Getting a new, pricier loan for an apartment property bought at today’s prices would require an income increase “stronger than what we think of as a sustainable level of rent growth,” Chandan said in an interview. “Are we making loans today that we are not able to easily finance when they mature? The finding is yes.”

Investors are rushing to acquire U.S. apartment buildings as the homeownership rate hovers near the lowest level since 1998 and government-supported mortgage companies provide record levels of financing for multifamily properties.

The dollar volume of apartment loan originations by Fannie Mae and Freddie Mac reached the highest level in at least 11 years, according to the Mortgage Bankers Association. The government-supported entities boosted lending by selling $33.9 billion of bonds tied to apartment buildings last year, an increase from $21.6 billion in 2010, according to data compiled by Bloomberg.

Easy financing helped push sales of apartment buildings to $3.8 billion in January, a 53 percent increase from a year earlier, making it the best-performing type of commercial real estate, according to Real Capital Analytics Inc., a N.Y.-based research company.

The interest rate for a 10-year, fixed multifamily loan designated for purchase by Fannie Mae and Freddie Mac was 4.1 percent on March 2, according to Cushman & Wakefield Sonnenblick Goldman, a real estate investment banking firm. The rate is for a mortgage that covers as much as 80 percent of a property’s value. That same loan was 5.6 percent a year ago.

“We see interest rate risk right now as the most significant risk,” Chandan said.

Chandan Economics analyzed 1,594 apartment mortgages originated in Q3 and Q4 of 2011, with an aggregate original balance of $12.7 billion. For each loan, the firm applied a “stress test” to see how much rents and resulting cash flow would have to rise for the owner to be able to refinance at a higher interest rate without adding equity.

“In scenarios where Treasury rates reverted to long-term averages by the point of maturity, cash flow growth consistent with prevailing forecasts was generally insufficient to support refinancing,” the firm said.

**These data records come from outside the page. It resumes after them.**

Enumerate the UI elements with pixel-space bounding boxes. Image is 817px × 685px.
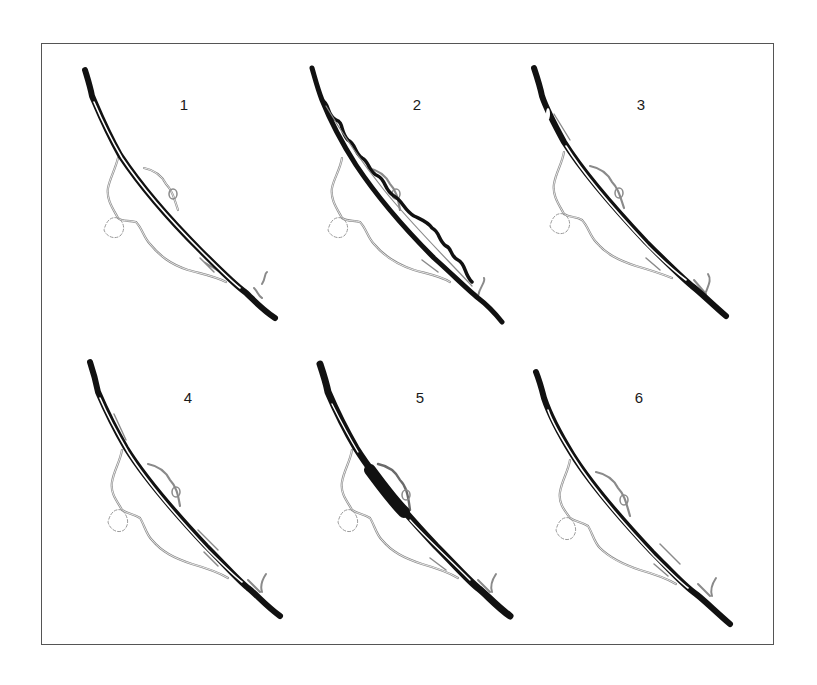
- panel-label: 5: [416, 389, 424, 406]
- panel-label: 4: [184, 389, 192, 406]
- panel-5: 5: [300, 352, 530, 642]
- panel-label: 6: [635, 389, 643, 406]
- panel-2: 2: [300, 60, 530, 350]
- panel-label: 2: [413, 96, 421, 113]
- panel-3: 3: [530, 60, 760, 350]
- panel-1: 1: [70, 60, 300, 350]
- river-diagram-6: [530, 352, 760, 642]
- panel-4: 4: [70, 352, 300, 642]
- panel-6: 6: [530, 352, 760, 642]
- panel-label: 1: [180, 96, 188, 113]
- panel-label: 3: [637, 96, 645, 113]
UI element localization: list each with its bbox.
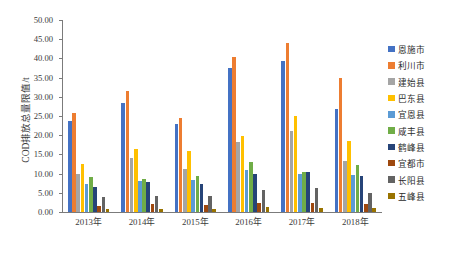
bar [142,179,146,212]
bar [232,57,236,212]
bar [196,176,200,212]
legend-item[interactable]: 巴东县 [388,90,452,106]
legend-swatch-icon [388,176,395,183]
y-axis-tick-label: 45.00 [34,34,53,44]
bar [335,109,339,212]
bar [364,204,368,212]
legend-item[interactable]: 宜都市 [388,155,452,171]
bar [228,68,232,212]
x-axis-labels: 2013年2014年2015年2016年2017年2018年 [62,215,382,228]
bar [175,124,179,212]
bar [200,184,204,212]
bar [249,162,253,212]
bar [76,174,80,212]
y-axis-labels: 50.0045.0040.0035.0030.0025.0020.0015.00… [0,0,62,213]
bar [306,172,310,212]
bar [102,197,106,212]
legend-swatch-icon [388,160,395,167]
legend-swatch-icon [388,62,395,69]
legend-item[interactable]: 咸丰县 [388,122,452,138]
legend-item-label: 宜都市 [398,157,425,169]
bar [85,184,89,212]
chart-legend: 恩施市利川市建始县巴东县宜恩县咸丰县鹤峰县宜都市长阳县五峰县 [388,41,452,204]
bar [179,118,183,212]
bar [351,175,355,212]
bar [245,170,249,212]
legend-item[interactable]: 长阳县 [388,171,452,187]
bar [257,203,261,212]
bar [130,158,134,212]
bar [294,116,298,212]
bar [343,161,347,212]
bar-group [222,20,275,212]
y-axis-tick-label: 15.00 [34,149,53,159]
bar-group [169,20,222,212]
bar-group [115,20,168,212]
bar [290,131,294,212]
bar [155,196,159,212]
bar [134,149,138,212]
legend-swatch-icon [388,111,395,118]
y-axis-tick-label: 20.00 [34,130,53,140]
legend-item-label: 恩施市 [398,43,425,55]
bar [266,207,270,212]
y-axis-tick-label: 30.00 [34,92,53,102]
legend-item[interactable]: 恩施市 [388,41,452,57]
bar [339,78,343,212]
y-axis-tick-label: 10.00 [34,169,53,179]
bar [281,61,285,212]
legend-item-label: 宜恩县 [398,108,425,120]
y-axis-tick-label: 40.00 [34,53,53,63]
legend-item[interactable]: 鹤峰县 [388,139,452,155]
bar [241,136,245,212]
bar [253,174,257,212]
legend-item-label: 巴东县 [398,92,425,104]
bar [360,176,364,212]
bar-groups [62,20,382,212]
legend-swatch-icon [388,95,395,102]
bar [106,209,110,212]
legend-item[interactable]: 建始县 [388,74,452,90]
bar [68,121,72,212]
legend-item[interactable]: 宜恩县 [388,106,452,122]
bar [121,103,125,212]
x-axis-tick-label: 2013年 [62,215,115,228]
bar [212,209,216,212]
bar [236,142,240,212]
legend-swatch-icon [388,127,395,134]
bar [183,169,187,212]
bar [81,164,85,212]
bar [208,196,212,212]
bar [315,188,319,212]
x-axis-tick-label: 2015年 [169,215,222,228]
legend-item-label: 长阳县 [398,174,425,186]
bar [146,182,150,212]
legend-item-label: 利川市 [398,59,425,71]
bar [191,180,195,212]
y-axis-tick-label: 35.00 [34,73,53,83]
y-axis-tick-label: 50.00 [34,15,53,25]
legend-swatch-icon [388,193,395,200]
x-axis-tick-label: 2014年 [115,215,168,228]
bar-chart: COD排放总量限值/t 50.0045.0040.0035.0030.0025.… [0,0,452,254]
bar [159,209,163,212]
legend-item-label: 咸丰县 [398,125,425,137]
bar [93,187,97,212]
bar [286,43,290,212]
legend-swatch-icon [388,46,395,53]
bar-group [329,20,382,212]
bar [368,193,372,212]
legend-item-label: 五峰县 [398,190,425,202]
legend-item[interactable]: 利川市 [388,57,452,73]
bar [187,151,191,212]
bar [262,190,266,212]
bar [138,181,142,212]
bar [97,206,101,212]
x-axis-tick-label: 2018年 [329,215,382,228]
bar [151,204,155,212]
bar [302,172,306,212]
x-axis-tick-label: 2016年 [222,215,275,228]
bar [347,141,351,212]
y-axis-tick-label: 25.00 [34,111,53,121]
legend-item[interactable]: 五峰县 [388,188,452,204]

Apartment rents in the U.S. climbed 4.1 percent in the 12 months through December, according to Axiometrics Inc. Multifamily landlords probably will have rental revenue growth of 6.7 percent this year, as few new buildings come to market, according to the Dallas-based research company.

Last year, 37,678 new apartment units were completed, the lowest annual total in 31 years of data compiled by N.Y.-based Reis Inc.

“With so much attention focused on improving apartment fundamentals as a rationale for competitive bidding, market participants are at risk of underestimating the critical role of low-cost financing fueling current apartment trends,” Chandan Economics said.